Use Transit-generated summaries and recommendations as structured inputs for your own user experience.

Who it is for

Built for tools that want health context, not for enterprise checkbox selling.

The best initial fits are products and builders who already have a user relationship and want to enrich it with grounded health context.

Personal AI agents

A user's personal agent can read Transit context and turn it into proactive weekly nudges, alerts and planning help.

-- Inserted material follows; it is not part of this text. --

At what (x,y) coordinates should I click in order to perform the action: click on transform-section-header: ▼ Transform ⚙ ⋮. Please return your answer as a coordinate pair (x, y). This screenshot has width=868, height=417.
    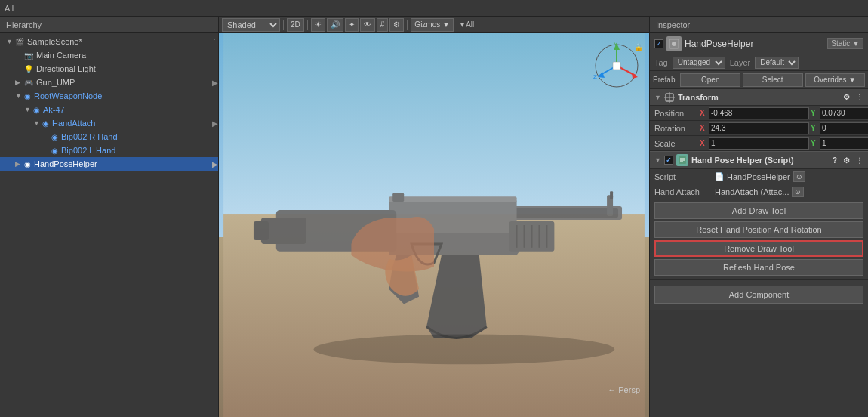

Health and coaching products

Coaching workflows can use Transit as the interpretation layer underneath their own product or service experience.

Specialized tools

Recovery, nutrition and planning tools can plug into richer biomarker and wearable context without building a dashboard from zero.

Example workflows

How Transit can sit inside another product.

Workflow 01

AI coach reads weekly context

An external coach or agent reads recovery, biomarker and adherence context and sends a weekly summary with priority changes.

Workflow 02

Risk signal triggers a product alert

A tool watches for degraded sleep, HRV or biomarker trends and notifies the user before the issue becomes obvious in day-to-day behavior.

Workflow 03

Agent explains lab changes in plain language

Transit provides the context layer and AI output scaffolding so another interface can explain what changed and why it matters this week.

Current API surface

The current public interface in practical categories.

Category 01

Health context

Biomarker points, derived marker status, reference profile and longitudinal context.

Category 02

Integration and sync status

Connected sources, sync freshness, ingestion quality and normalized activity pipelines.

Category 03

AI summaries and recommendations

Transit Companion outputs and narrative layers that can be consumed by downstream tools.

Category 04

Ingestion and bridge flows

Apple Health bridge and other routes that move fresh user data into the Transit context layer.

Onboarding path

The fastest way to get started.

Step 01

Create or use a Transit account

Start with the same user account and dashboard that powers the core Transit product.

Step 02

Connect real user data

Sync wearables, upload labs and make sure the health context is worth reasoning over.

Step 03

Read the relevant categories

Start with health context, sync status and AI outputs before you expand into richer ingestion flows.

Step 04

Ship one focused user workflow

Do one thing well first: weekly summaries, proactive alerts or decision support for a clear user segment.

Primary story

Transit remains B2C-first.

The platform does not replace the product wedge. It extends the same trusted decision layer into other tools after the core user story is clear.

Next step

If you want to build on Transit, start with a real workflow.

Bring one concrete user problem, one current interface and one clear reason Transit should be the health-context layer underneath it.